The anti-Olympics convergence has attracted interest precisely because it has taken a tactic known for being disconnected from communities and made it locally relevant, responsive to the demands of colonized people, and tactically attuned to the opportunities that convergence activism presents. In many ways, the plans for an anti-Olympics convergence have made use of the most effective elements of past convergences — the spirit of creativity and solidarity — to build a more grounded and more useful application of the tactic.

This reimagining of the convergence model will only become more essential as the opportunities for resistance multiply. “We’re not only going to be converging at the G8 and WTO anymore” Grewal says. “We’re recognizing that systems of global domination and capitalism and colonization are rooted in these celebrations as well, these spectacles of sport.”

The success of the anti-Olympics convergence remains to be seen, but one thing is certain: the convergence will not be judged exclusively by its success at disrupting the Games as a one-time event.

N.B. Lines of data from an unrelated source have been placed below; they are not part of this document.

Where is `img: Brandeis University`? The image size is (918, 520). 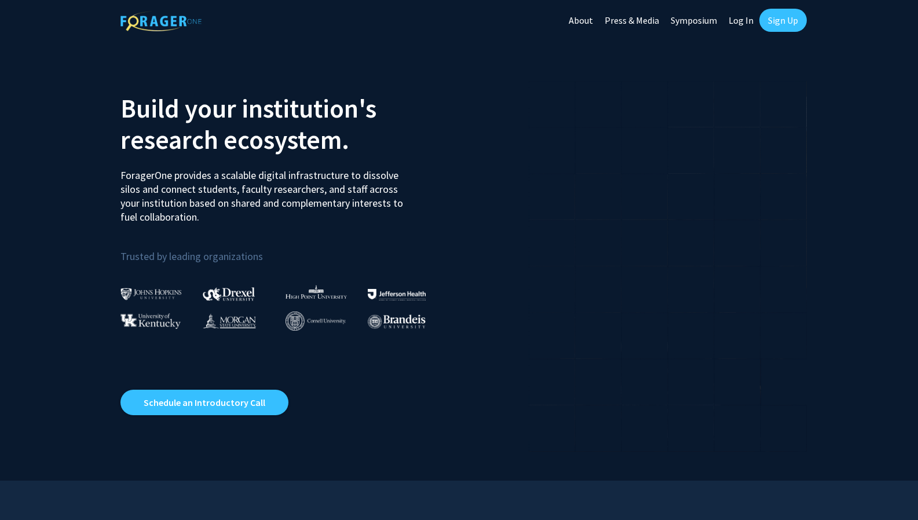
img: Brandeis University is located at coordinates (397, 321).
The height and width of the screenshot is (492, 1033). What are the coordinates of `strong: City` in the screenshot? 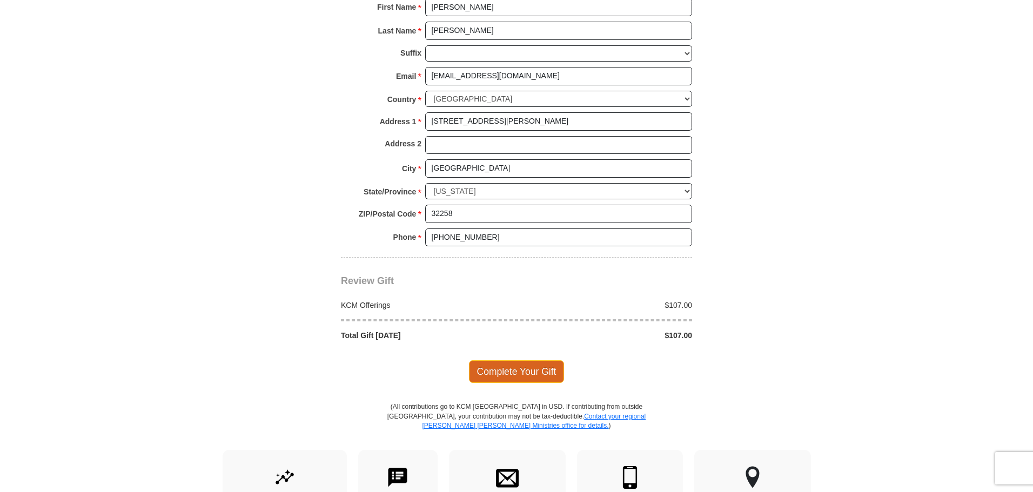 It's located at (409, 169).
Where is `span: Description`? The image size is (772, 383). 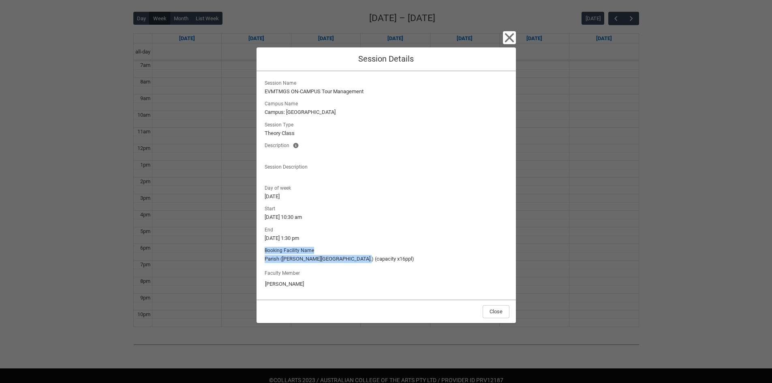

“Ultimately, our resistance over the last three years, and during the Olympics, will influence the next phase of resistance” says Gord Hill, a member of the Kwakwaka’wakw people and editor of No2010.com and WarriorPublications.com. “The post-Olympic scenario contains all the potential for greater social conflict.”

With the exacerbation of poverty from the Games and the public sector cuts and job losses that are likely as a result of massive government deficits, one can only hope that social movements will be up for the challenges — and opportunities — that the post-Olympic period presents. The legacy of an anti-Olympics convergence will ultimately be determined by its success at strengthening local movements — that is, by the relationships built and the people meaningfully engaged in the organizing.

Jane Kirby is a writer and aerialist who has been involved with several feminist and social justice organizations. She is the author of the book Fired Up About Reproductive Rights and currently lives near Kingston, ON, Anishinaabe and Haudenosaunee territory.